Instructor: Dr. Gábor SIMONYI
Text: R. Diestel, Graph Theory + handouts GTB
Prerequisite: Some degree of mathematical maturity is needed for this faster paced course. No prior knowledge of graph theory is required.
Course description: A brief overview of the basic concepts of
graph theory will be followed by an in-depth discussion of some classical
chapters of graph theory as well as a current
area: information theoretic graph theory.
Topics:
Basics: Graphs, degrees, paths and cycles,
independent sets, cliques, isomorphism, subgraphs, complement of a graph,
trees, Euler tours, other
notions of graphs.
Hamilton cycles: sufficient conditions for Hamiltonicity, theorems of Dirac, Ore, Pósa, and Chvátal, the optimality of Chvátal's theorem.
Coloring: The concept of chromatic number, its relation to the clique
number, Mycielsky's construction, bipartite graphs, list coloring,
choice number, its relation to the chromatic
number, list coloring conjecture, Galvin's theorem.
Coloring edges and matchings: Vizing's theorem, matchings in bipartite
graphs, Kőnig--Hall--Frobenius theorem, theorems of Gallai,
Tutte's theorem.
Planarity: Euler's lemma, Kuratowski's theorem, coloring of planar graphs, list coloring of planar graphs.
Perfect graphs: Basic examples, perfectness of comparability graphs, the perfect graph theorem, properties of minimally imperfect graphs and the strong perfect graph theorem.
Outlook on algorithmic questions: Examples of good characterization, minimax theorems, basic complexity classes.
Capacities of graphs: Products of graphs, Shannon capacity, Sperner
capacity, capacity of graph families, connections with extremal set
theory, Gargano-Körner-Vaccaro theorem,
application to Rényi's qualitative independence problem.
Entropy of graphs: The entropy function, its combinatorial and
intuitive meaning, vertex packing polytope, definition and basic
properties of
graph entropy, applications,
additivity properties, a characterization of perfect graphs.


Task item: Search the records below for the word "image", then return every line where it appears.

Start of Given entries

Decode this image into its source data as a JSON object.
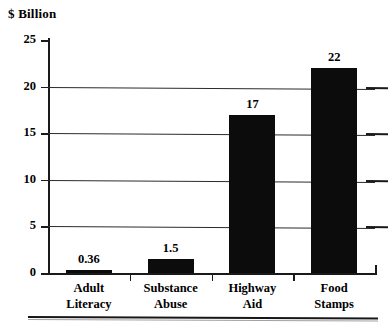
{
  "chart_data": {
    "type": "bar",
    "title": "",
    "ylabel": "$ Billion",
    "xlabel": "",
    "categories": [
      "Adult Literacy",
      "Substance Abuse",
      "Highway Aid",
      "Food Stamps"
    ],
    "category_lines": [
      [
        "Adult",
        "Literacy"
      ],
      [
        "Substance",
        "Abuse"
      ],
      [
        "Highway",
        "Aid"
      ],
      [
        "Food",
        "Stamps"
      ]
    ],
    "values": [
      0.36,
      1.5,
      17,
      22
    ],
    "value_labels": [
      "0.36",
      "1.5",
      "17",
      "22"
    ],
    "ylim": [
      0,
      25
    ],
    "yticks": [
      0,
      5,
      10,
      15,
      20,
      25
    ],
    "ytick_labels": [
      "0",
      "5",
      "10",
      "15",
      "20",
      "25"
    ],
    "grid": true,
    "gridlines_at": [
      5,
      10,
      15,
      20
    ],
    "legend": null,
    "legend_position": "none",
    "bar_color": "#0c0c0c",
    "axis_color": "#1a1a1a",
    "background": "#ffffff"
  }
}
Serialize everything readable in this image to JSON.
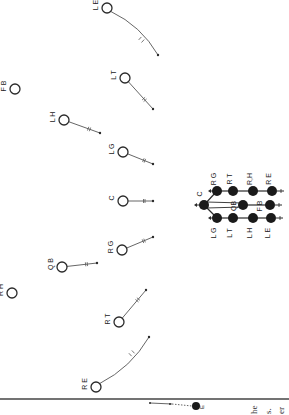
{
  "diagram": {
    "type": "football-play-diagram",
    "orientation": "rotated-90",
    "colors": {
      "ink": "#2a2a2a",
      "line": "#555555",
      "background": "#ffffff",
      "rule": "#444444"
    },
    "players": [
      {
        "id": "LE",
        "label": "L E",
        "x": 107,
        "y": 8,
        "path_end": [
          158,
          55
        ],
        "curved": true
      },
      {
        "id": "LT",
        "label": "L T",
        "x": 125,
        "y": 78,
        "path_end": [
          153,
          109
        ],
        "curved": false
      },
      {
        "id": "FB",
        "label": "F B",
        "x": 15,
        "y": 89,
        "path_end": null
      },
      {
        "id": "LH",
        "label": "L H",
        "x": 64,
        "y": 120,
        "path_end": [
          100,
          133
        ],
        "curved": false
      },
      {
        "id": "LG",
        "label": "L G",
        "x": 123,
        "y": 152,
        "path_end": [
          153,
          164
        ],
        "curved": false
      },
      {
        "id": "C",
        "label": "C",
        "x": 123,
        "y": 201,
        "path_end": [
          153,
          201
        ],
        "curved": false
      },
      {
        "id": "RG",
        "label": "R G",
        "x": 122,
        "y": 250,
        "path_end": [
          153,
          237
        ],
        "curved": false
      },
      {
        "id": "QB",
        "label": "Q B",
        "x": 62,
        "y": 267,
        "path_end": [
          97,
          263
        ],
        "curved": false
      },
      {
        "id": "RH",
        "label": "R H",
        "x": 12,
        "y": 293,
        "path_end": null
      },
      {
        "id": "RT",
        "label": "R T",
        "x": 119,
        "y": 322,
        "path_end": [
          146,
          290
        ],
        "curved": false
      },
      {
        "id": "RE",
        "label": "R E",
        "x": 96,
        "y": 387,
        "path_end": [
          149,
          337
        ],
        "curved": true
      }
    ],
    "formation": {
      "dots": [
        {
          "id": "C",
          "label": "C",
          "x": 204,
          "y": 205
        },
        {
          "id": "RG",
          "label": "R G",
          "x": 217,
          "y": 191
        },
        {
          "id": "RT",
          "label": "R T",
          "x": 233,
          "y": 191
        },
        {
          "id": "RH",
          "label": "R,H",
          "x": 253,
          "y": 191
        },
        {
          "id": "RE",
          "label": "R E",
          "x": 272,
          "y": 191
        },
        {
          "id": "LG",
          "label": "L G",
          "x": 217,
          "y": 218
        },
        {
          "id": "LT",
          "label": "L T",
          "x": 233,
          "y": 218
        },
        {
          "id": "LH",
          "label": "L H",
          "x": 253,
          "y": 218
        },
        {
          "id": "LE",
          "label": "L E",
          "x": 271,
          "y": 218
        },
        {
          "id": "QB",
          "label": "QB",
          "x": 243,
          "y": 205
        },
        {
          "id": "FB",
          "label": "F B",
          "x": 270,
          "y": 205
        }
      ]
    },
    "legend": {
      "dot": {
        "x": 196,
        "y": 406
      },
      "line_start": [
        150,
        403
      ],
      "label": "E"
    },
    "divider_y": 399,
    "text_fragments": [
      "he",
      "s.",
      "er"
    ]
  }
}
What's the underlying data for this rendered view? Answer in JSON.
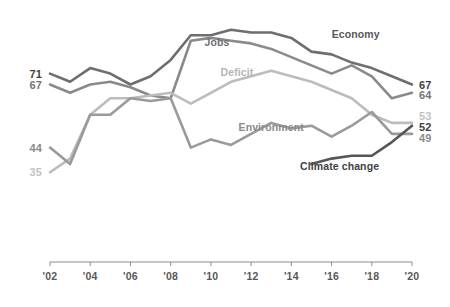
{
  "chart_data": {
    "type": "line",
    "title": "",
    "subtitle": "",
    "xlabel": "",
    "ylabel": "",
    "grid": false,
    "legend_position": "inline-labels",
    "x": [
      2002,
      2003,
      2004,
      2005,
      2006,
      2007,
      2008,
      2009,
      2010,
      2011,
      2012,
      2013,
      2014,
      2015,
      2016,
      2017,
      2018,
      2019,
      2020
    ],
    "tick_labels": [
      "'02",
      "'04",
      "'06",
      "'08",
      "'10",
      "'12",
      "'14",
      "'16",
      "'18",
      "'20"
    ],
    "tick_years": [
      2002,
      2004,
      2006,
      2008,
      2010,
      2012,
      2014,
      2016,
      2018,
      2020
    ],
    "ylim": [
      30,
      92
    ],
    "series": [
      {
        "name": "Economy",
        "color": "#6e6e70",
        "label_color": "#58585a",
        "label_x": 2017.2,
        "label_y": 84,
        "start_label": "71",
        "end_label": "67",
        "start_label_color": "#3f3f41",
        "end_label_color": "#3f3f41",
        "values": [
          71,
          68,
          73,
          71,
          67,
          70,
          76,
          85,
          85,
          87,
          86,
          86,
          84,
          79,
          78,
          75,
          73,
          70,
          67
        ]
      },
      {
        "name": "Jobs",
        "color": "#8a8a8c",
        "label_color": "#6e6e70",
        "label_x": 2010.3,
        "label_y": 81,
        "start_label": "67",
        "end_label": "64",
        "start_label_color": "#75757a",
        "end_label_color": "#75757a",
        "values": [
          67,
          64,
          67,
          68,
          66,
          63,
          62,
          83,
          84,
          83,
          82,
          80,
          77,
          74,
          71,
          74,
          70,
          62,
          64
        ]
      },
      {
        "name": "Deficit",
        "color": "#bcbcbe",
        "label_color": "#b4b4b6",
        "label_x": 2011.3,
        "label_y": 70,
        "start_label": "35",
        "end_label": "53",
        "start_label_color": "#c2c2c4",
        "end_label_color": "#c2c2c4",
        "values": [
          35,
          40,
          56,
          62,
          62,
          63,
          64,
          60,
          64,
          68,
          70,
          72,
          70,
          68,
          65,
          62,
          56,
          53,
          53
        ]
      },
      {
        "name": "Environment",
        "color": "#9a9a9c",
        "label_color": "#8a8a8c",
        "label_x": 2013.0,
        "label_y": 50,
        "start_label": "44",
        "end_label": "49",
        "start_label_color": "#8a8a8c",
        "end_label_color": "#8a8a8c",
        "values": [
          44,
          38,
          56,
          56,
          62,
          61,
          62,
          44,
          47,
          45,
          49,
          53,
          51,
          52,
          48,
          52,
          57,
          49,
          49
        ]
      },
      {
        "name": "Climate change",
        "color": "#56565a",
        "label_color": "#3f3f41",
        "label_x": 2016.4,
        "label_y": 36,
        "start_label": "",
        "end_label": "52",
        "start_label_color": "#3f3f41",
        "end_label_color": "#3f3f41",
        "start_year": 2015,
        "values": [
          null,
          null,
          null,
          null,
          null,
          null,
          null,
          null,
          null,
          null,
          null,
          null,
          null,
          38,
          40,
          41,
          41,
          46,
          52
        ]
      }
    ],
    "left_labels": [
      {
        "text": "71",
        "color": "#3f3f41",
        "bold": true,
        "y": 71
      },
      {
        "text": "67",
        "color": "#75757a",
        "bold": true,
        "y": 67
      },
      {
        "text": "44",
        "color": "#8a8a8c",
        "bold": true,
        "y": 44
      },
      {
        "text": "35",
        "color": "#c2c2c4",
        "bold": true,
        "y": 35
      }
    ],
    "right_labels": [
      {
        "text": "67",
        "color": "#3f3f41",
        "bold": true,
        "y": 67
      },
      {
        "text": "64",
        "color": "#75757a",
        "bold": true,
        "y": 63.2
      },
      {
        "text": "53",
        "color": "#c2c2c4",
        "bold": true,
        "y": 55.5
      },
      {
        "text": "52",
        "color": "#3f3f41",
        "bold": true,
        "y": 51.5
      },
      {
        "text": "49",
        "color": "#8a8a8c",
        "bold": true,
        "y": 47.5
      }
    ]
  }
}
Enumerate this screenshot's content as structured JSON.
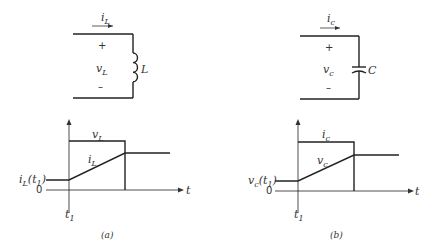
{
  "panel_a": {
    "current_label": "i",
    "current_sub": "L",
    "voltage_label": "v",
    "voltage_sub": "L",
    "plus": "+",
    "minus": "–",
    "element_label": "L",
    "element_type": "inductor",
    "graph": {
      "top_trace_label": "v",
      "top_trace_sub": "L",
      "ramp_trace_label": "i",
      "ramp_trace_sub": "L",
      "initial_label": "i",
      "initial_sub": "L",
      "initial_arg": "(t",
      "initial_arg_sub": "1",
      "initial_arg_close": ")",
      "zero_label": "0",
      "t_axis_label": "t",
      "t1_label": "t",
      "t1_sub": "1"
    },
    "caption": "(a)"
  },
  "panel_b": {
    "current_label": "i",
    "current_sub": "c",
    "voltage_label": "v",
    "voltage_sub": "c",
    "plus": "+",
    "minus": "–",
    "element_label": "C",
    "element_type": "capacitor",
    "graph": {
      "top_trace_label": "i",
      "top_trace_sub": "c",
      "ramp_trace_label": "v",
      "ramp_trace_sub": "c",
      "initial_label": "v",
      "initial_sub": "c",
      "initial_arg": "(t",
      "initial_arg_sub": "1",
      "initial_arg_close": ")",
      "zero_label": "0",
      "t_axis_label": "t",
      "t1_label": "t",
      "t1_sub": "1"
    },
    "caption": "(b)"
  },
  "colors": {
    "line": "#222222",
    "text": "#333333",
    "background": "#ffffff"
  }
}
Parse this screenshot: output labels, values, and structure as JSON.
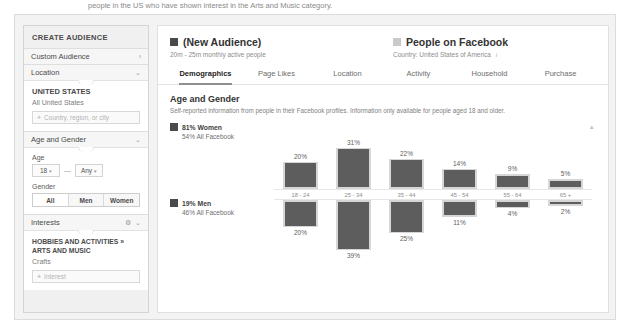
{
  "top_note": "people in the US who have shown interest in the Arts and Music category.",
  "sidebar": {
    "title": "CREATE AUDIENCE",
    "rows": [
      {
        "label": "Custom Audience",
        "chevron": "›"
      },
      {
        "label": "Location",
        "chevron": "⌄"
      }
    ],
    "location_panel": {
      "head": "UNITED STATES",
      "sub": "All United States",
      "field_plus": "+",
      "field_placeholder": "Country, region, or city"
    },
    "age_gender_row": {
      "label": "Age and Gender",
      "chevron": "⌄"
    },
    "age_gender_panel": {
      "age_label": "Age",
      "age_min": "18",
      "age_max": "Any",
      "caret": "▾",
      "dash": "—",
      "gender_label": "Gender",
      "gender_options": [
        "All",
        "Men",
        "Women"
      ],
      "gender_selected": "All"
    },
    "interests_row": {
      "label": "Interests",
      "gear": "⚙",
      "chevron": "⌄"
    },
    "interests_panel": {
      "category_line1": "HOBBIES AND ACTIVITIES »",
      "category_line2": "ARTS AND MUSIC",
      "selected": "Crafts",
      "field_plus": "+",
      "field_placeholder": "Interest"
    }
  },
  "main": {
    "audience": {
      "title": "(New Audience)",
      "subtitle": "20m - 25m monthly active people"
    },
    "comparison": {
      "title": "People on Facebook",
      "subtitle": "Country: United States of America",
      "info": "i"
    },
    "tabs": [
      {
        "label": "Demographics",
        "active": true
      },
      {
        "label": "Page Likes",
        "active": false
      },
      {
        "label": "Location",
        "active": false
      },
      {
        "label": "Activity",
        "active": false
      },
      {
        "label": "Household",
        "active": false
      },
      {
        "label": "Purchase",
        "active": false
      }
    ],
    "section": {
      "title": "Age and Gender",
      "description": "Self-reported information from people in their Facebook profiles. Information only available for people aged 18 and older."
    },
    "scroll_caret": "▴",
    "colors": {
      "selected_audience": "#5d5d5d",
      "all_facebook": "#d6d6d6"
    }
  },
  "chart_data": {
    "type": "bar",
    "title": "Age and Gender",
    "categories": [
      "18 - 24",
      "25 - 34",
      "35 - 44",
      "45 - 54",
      "55 - 64",
      "65 +"
    ],
    "xlabel": "",
    "ylabel": "",
    "grid": false,
    "legend_position": "left",
    "groups": [
      {
        "name": "Women",
        "direction": "up",
        "audience_share": "81% Women",
        "benchmark_share": "54% All Facebook",
        "series": [
          {
            "name": "(New Audience)",
            "color": "#5d5d5d",
            "values": [
              20,
              31,
              22,
              14,
              9,
              5
            ],
            "labels": [
              "20%",
              "31%",
              "22%",
              "14%",
              "9%",
              "5%"
            ]
          },
          {
            "name": "People on Facebook",
            "color": "#d6d6d6",
            "values": [
              22,
              33,
              24,
              16,
              12,
              8
            ]
          }
        ]
      },
      {
        "name": "Men",
        "direction": "down",
        "audience_share": "19% Men",
        "benchmark_share": "46% All Facebook",
        "series": [
          {
            "name": "(New Audience)",
            "color": "#5d5d5d",
            "values": [
              20,
              39,
              25,
              11,
              4,
              2
            ],
            "labels": [
              "20%",
              "39%",
              "25%",
              "11%",
              "4%",
              "2%"
            ]
          },
          {
            "name": "People on Facebook",
            "color": "#d6d6d6",
            "values": [
              22,
              33,
              27,
              14,
              7,
              5
            ]
          }
        ]
      }
    ]
  }
}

End of Given entries

Exercise answer:
Decode this image into its source data as a JSON object.
Serialize everything readable in this image to JSON.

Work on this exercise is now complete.